Abstract

AbstractAtmospheric rivers (ARs) account for more than 90% of the total meridional water vapor flux in midlatitudes, and 25–50% of the annual precipitation in the coastal western United States. In this study, reflectivity profiles from the Global Precipitation Measurement Dual‐Frequency Precipitation Radar (GPM‐DPR) are used to evaluate precipitation and temperature characteristics of ARs over the western coast of North America and the eastern North Pacific Ocean.
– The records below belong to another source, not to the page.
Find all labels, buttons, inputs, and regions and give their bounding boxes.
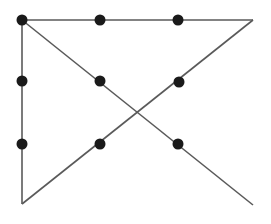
node-top-left xyxy=(17,15,28,26)
node-center-upper-right xyxy=(174,77,185,88)
node-top-right-inner xyxy=(173,15,184,26)
node-center-lower-left xyxy=(95,139,106,150)
figure-canvas xyxy=(0,0,271,224)
node-left-upper xyxy=(17,76,28,87)
node-center-lower-right xyxy=(173,139,184,150)
edges-group xyxy=(22,20,253,205)
figure-svg xyxy=(0,0,271,224)
node-left-lower xyxy=(17,139,28,150)
node-top-middle xyxy=(95,15,106,26)
node-center-upper-left xyxy=(95,76,106,87)
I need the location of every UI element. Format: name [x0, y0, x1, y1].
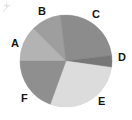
pie-slice-label-b: B	[38, 6, 46, 17]
pie-slice-label-f: F	[21, 93, 28, 104]
pie-slice-label-e: E	[98, 96, 105, 107]
pie-slice-label-d: D	[118, 52, 126, 63]
pie-chart-figure: A B C D E F	[0, 0, 132, 120]
pie-slice-label-c: C	[92, 9, 100, 20]
pie-slice-group	[20, 15, 112, 107]
faint-corner-mark-icon	[2, 2, 13, 13]
pie-slice-c	[60, 15, 111, 61]
pie-chart-svg	[0, 0, 132, 120]
pie-slice-label-a: A	[11, 38, 19, 49]
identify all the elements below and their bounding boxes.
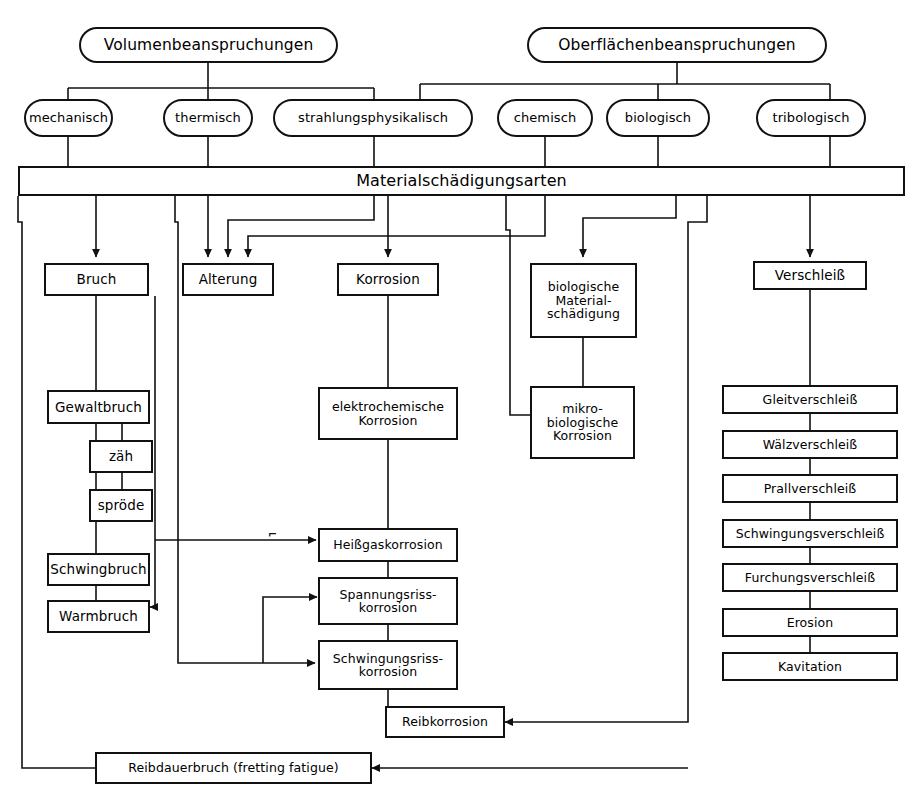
root-label: Volumenbeanspruchungen (99, 37, 319, 54)
load-type-label: mechanisch (24, 111, 113, 125)
node-label: Heißgaskorrosion (328, 538, 448, 552)
node-label: Schwingungsverschleiß (731, 527, 890, 541)
damage-category-label: biologische Material- schädigung (542, 280, 625, 321)
combined-reibdauerbruch[interactable]: Reibdauerbruch (fretting fatigue) (95, 752, 372, 784)
central-bar-label: Materialschädigungsarten (351, 172, 572, 189)
biologisch-sub-mikrobiologische-korrosion[interactable]: mikro- biologische Korrosion (530, 386, 635, 459)
load-type-chemisch[interactable]: chemisch (497, 99, 593, 137)
damage-category-label: Verschleiß (770, 268, 850, 283)
verschleiss-sub-prallverschleiss[interactable]: Prallverschleiß (722, 474, 898, 503)
korrosion-sub-elektrochemische-korrosion[interactable]: elektrochemische Korrosion (318, 387, 458, 440)
load-type-mechanisch[interactable]: mechanisch (24, 99, 113, 137)
korrosion-sub-schwingungsrisskorrosion[interactable]: Schwingungsriss- korrosion (318, 640, 458, 690)
load-type-strahlungsphysikalisch[interactable]: strahlungsphysikalisch (273, 99, 473, 137)
damage-category-verschleiss[interactable]: Verschleiß (753, 261, 867, 290)
damage-category-biologische-materialschaedigung[interactable]: biologische Material- schädigung (530, 263, 637, 338)
node-label: Gleitverschleiß (758, 393, 863, 407)
combined-reibkorrosion[interactable]: Reibkorrosion (385, 706, 505, 738)
verschleiss-sub-erosion[interactable]: Erosion (722, 608, 898, 637)
verschleiss-sub-schwingungsverschleiss[interactable]: Schwingungsverschleiß (722, 519, 898, 548)
load-type-tribologisch[interactable]: tribologisch (756, 99, 866, 137)
load-type-label: strahlungsphysikalisch (293, 111, 453, 125)
load-type-biologisch[interactable]: biologisch (606, 99, 710, 137)
node-label: Reibkorrosion (397, 715, 493, 729)
node-label: Gewaltbruch (50, 400, 147, 415)
bruch-sub-sproede[interactable]: spröde (89, 489, 153, 522)
root-label: Oberflächenbeanspruchungen (553, 37, 801, 54)
scan-artifact-mark: ⌐ (268, 528, 277, 541)
root-oberflaechenbeanspruchungen[interactable]: Oberflächenbeanspruchungen (527, 27, 827, 63)
node-label: Erosion (782, 616, 839, 630)
verschleiss-sub-kavitation[interactable]: Kavitation (722, 652, 898, 681)
node-label: Prallverschleiß (759, 482, 862, 496)
diagram-canvas: Volumenbeanspruchungen Oberflächenbeansp… (0, 0, 919, 804)
damage-category-korrosion[interactable]: Korrosion (337, 263, 439, 296)
node-label: Schwingungsriss- korrosion (328, 652, 448, 679)
damage-category-label: Alterung (194, 272, 263, 287)
verschleiss-sub-gleitverschleiss[interactable]: Gleitverschleiß (722, 385, 898, 414)
node-label: Schwingbruch (45, 562, 151, 577)
root-volumenbeanspruchungen[interactable]: Volumenbeanspruchungen (79, 27, 338, 63)
node-label: elektrochemische Korrosion (327, 400, 449, 427)
bruch-sub-schwingbruch[interactable]: Schwingbruch (47, 553, 150, 586)
damage-category-alterung[interactable]: Alterung (182, 263, 274, 296)
central-bar-materialschaedigungsarten[interactable]: Materialschädigungsarten (18, 166, 905, 196)
load-type-label: thermisch (170, 111, 246, 125)
korrosion-sub-heissgaskorrosion[interactable]: Heißgaskorrosion (318, 528, 458, 562)
node-label: zäh (104, 449, 138, 464)
load-type-label: biologisch (620, 111, 696, 125)
verschleiss-sub-furchungsverschleiss[interactable]: Furchungsverschleiß (722, 563, 898, 592)
damage-category-label: Korrosion (351, 272, 425, 287)
damage-category-bruch[interactable]: Bruch (44, 263, 149, 296)
node-label: mikro- biologische Korrosion (542, 402, 624, 443)
load-type-thermisch[interactable]: thermisch (163, 99, 253, 137)
load-type-label: tribologisch (767, 111, 854, 125)
node-label: Wälzverschleiß (758, 438, 863, 452)
korrosion-sub-spannungsrisskorrosion[interactable]: Spannungsriss- korrosion (318, 577, 458, 625)
node-label: Furchungsverschleiß (740, 571, 880, 585)
node-label: Kavitation (773, 660, 847, 674)
bruch-sub-zaeh[interactable]: zäh (89, 440, 153, 473)
verschleiss-sub-waelzverschleiss[interactable]: Wälzverschleiß (722, 430, 898, 459)
node-label: Spannungsriss- korrosion (334, 588, 441, 615)
load-type-label: chemisch (509, 111, 582, 125)
damage-category-label: Bruch (72, 272, 122, 287)
bruch-sub-warmbruch[interactable]: Warmbruch (47, 600, 150, 633)
node-label: spröde (93, 498, 150, 513)
bruch-sub-gewaltbruch[interactable]: Gewaltbruch (47, 390, 150, 424)
node-label: Warmbruch (54, 609, 143, 624)
node-label: Reibdauerbruch (fretting fatigue) (123, 761, 343, 775)
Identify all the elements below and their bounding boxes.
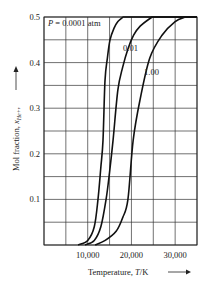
y-tick-label: 0.4 (29, 58, 40, 68)
curve-label-0.0001-atm: P = 0.0001 atm (47, 18, 101, 28)
x-tick-label: 30,000 (163, 250, 186, 260)
chart: P = 0.0001 atm 0.01 1.00 10,00020,00030,… (0, 0, 210, 284)
x-tick-labels: 10,00020,00030,000 (76, 250, 187, 260)
curve-label-0.01: 0.01 (123, 43, 138, 53)
y-tick-label: 0.3 (29, 103, 40, 113)
x-axis-title: Temperature, T/K (88, 267, 149, 277)
curve-label-1.00: 1.00 (144, 67, 159, 77)
x-axis-arrow-icon (168, 270, 191, 275)
y-axis-title: Mol fraction, xHe+, (11, 107, 22, 171)
x-tick-label: 20,000 (120, 250, 143, 260)
grid-lines (44, 17, 197, 245)
y-tick-labels: 0.10.20.30.40.5 (29, 12, 40, 204)
y-tick-label: 0.5 (29, 12, 40, 22)
y-tick-label: 0.1 (29, 194, 40, 204)
x-tick-label: 10,000 (76, 250, 99, 260)
y-axis-arrow-icon (14, 66, 19, 90)
y-axis-title-group: Mol fraction, xHe+, (11, 107, 22, 171)
y-tick-label: 0.2 (29, 149, 40, 159)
Evaluation of GPM‐DPR bright‐band height using a network of ground‐based vertically pointing radars along the West Coast demonstrated exceptional agreement, and comparison with freezing level height from reanalyses over the eastern North Pacific Ocean also consistently agreed, indicating that GPM‐DPR can be used to independently validate freezing level in models. However, precipitation comparison with gridded observations across the western United States indicated deficiencies in GPM‐DPR's ability to reproduce the spatial distribution of winter precipitation, likely related to sampling frequency. Over the geographically homogeneous oceanic portion of the domain, sampling frequency was not problematic, and significant differences in the frequency and intensity of precipitation between GPM‐DPR and reanalyses highlighted biases in both satellite‐observed and modeled AR precipitation. Reanalyses precipitation rates below the minimum sensitivity of GPM‐DPR accounted for a 20% increase in total precipitation, and 25% of radar‐derived precipitation rates were greater than the 99th percentile precipitation rate in reanalyses. Due to differences in the proportions of precipitation in convective, stratiform bright‐band, and non‐bright‐band conditions, AR conditions contributed nearly 10% more to total precipitation in GPM‐DPR than reanalyses.